They’re the highly motivated jock-and-cheerleader set, the overachieving goody-goodies who study hard and run bake sales. Inspired by school psychiatrist Dr. Caldicott (Bruce Greenwood), they’re model suburban youth—except when they go on murderous rampages. “Adolescence is a minefield,” the creepy shrink warns the parents of potential recruits to his motivational workshops. He should know: His spécialité is tinkering with grenade-like teenage brains.
In addition to all it owes "Scream," "Disturbing Behavior" blithely draws sincerest-form-of-flattery inspiration from olders and betters including "The Stepford Wives," "Village of the Damned," and, heck, even Sherlock Holmes. (There’s a mortal struggle at a waterfall.) The "X-Files" training of director David Nutter (making his feature debut) and cinematographer John Bartley reveals itself in the movie’s overarching tone of sardonic darkness, its delight in light and shadow.
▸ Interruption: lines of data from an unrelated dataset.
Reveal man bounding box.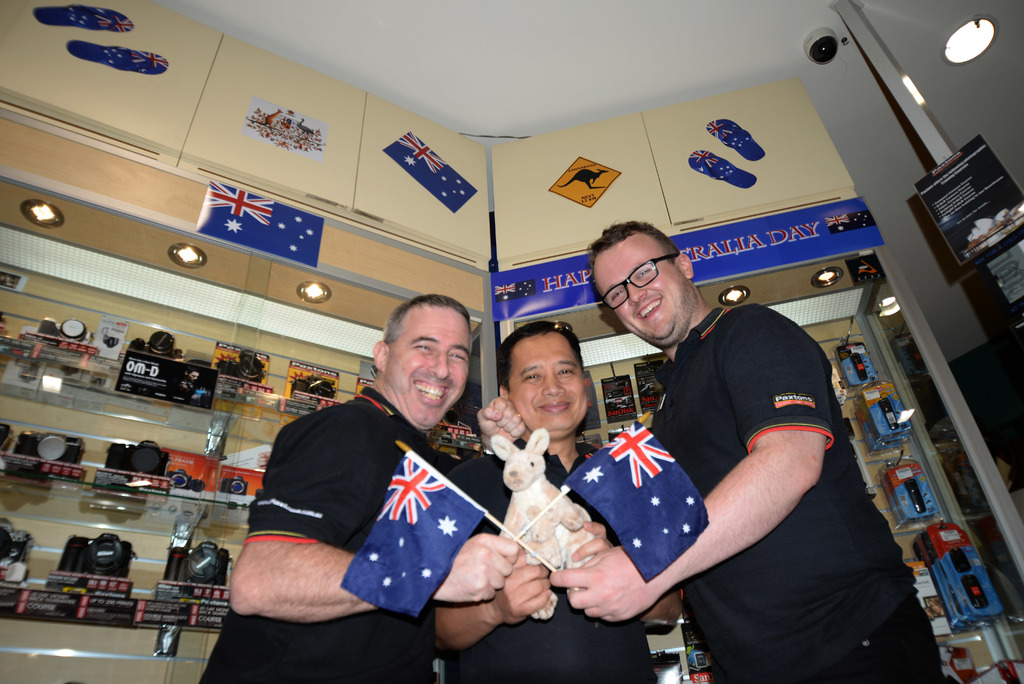
Revealed: bbox(551, 220, 947, 683).
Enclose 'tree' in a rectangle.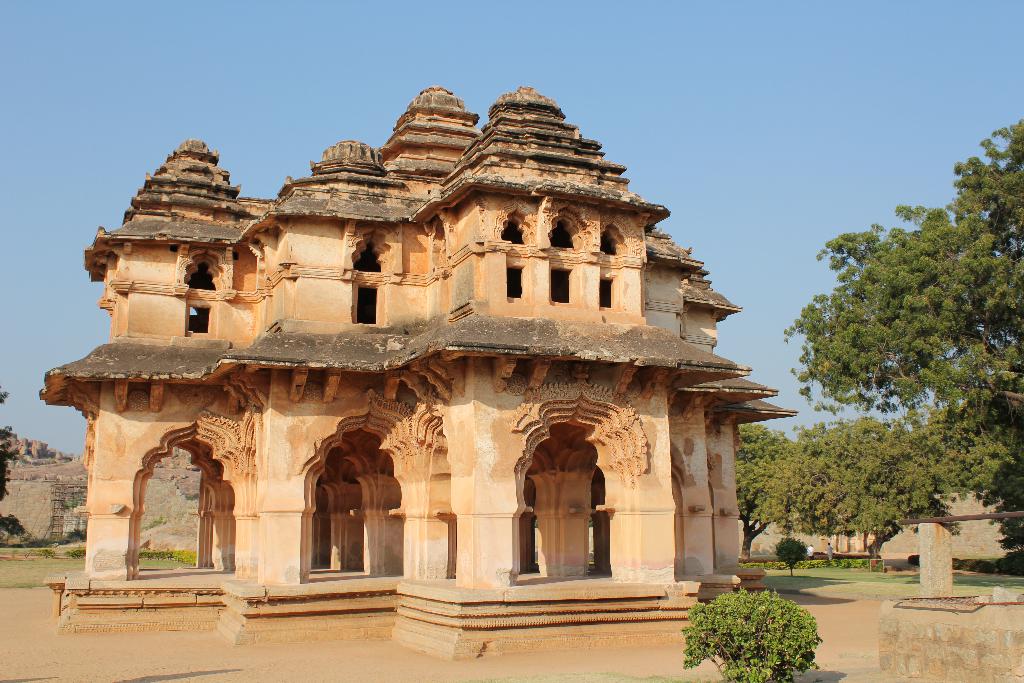
<bbox>0, 390, 15, 500</bbox>.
And credit goes to the WB’s "Dawson’s Creek" for popularizing the tough-cutie charms of Katie Holmes: As Gavin’s chum who strikes sparks with Steve, Goth-chic in a nose ring, blood-red lipstick, and a midriff-skimming top, she’s a junior dish—what Girl Power looks like when it cuts class.
But for all its influences, "Disturbing Behavior" establishes a semi-real, semi-supernatural, part-mocking, part-commiserating genre of its own—a state so precarious that those expecting chillier frights or warmer laughs may be disappointed. Conformity, it counsels, is the work of the devil, operating in cahoots with parents who sell out their kids. But kids, it also suggests, can be as creepy as zombies, as bitter as inmates, as bad as vermin. You want school spirit? I’ve got your school spirit right here. Ka-blammm.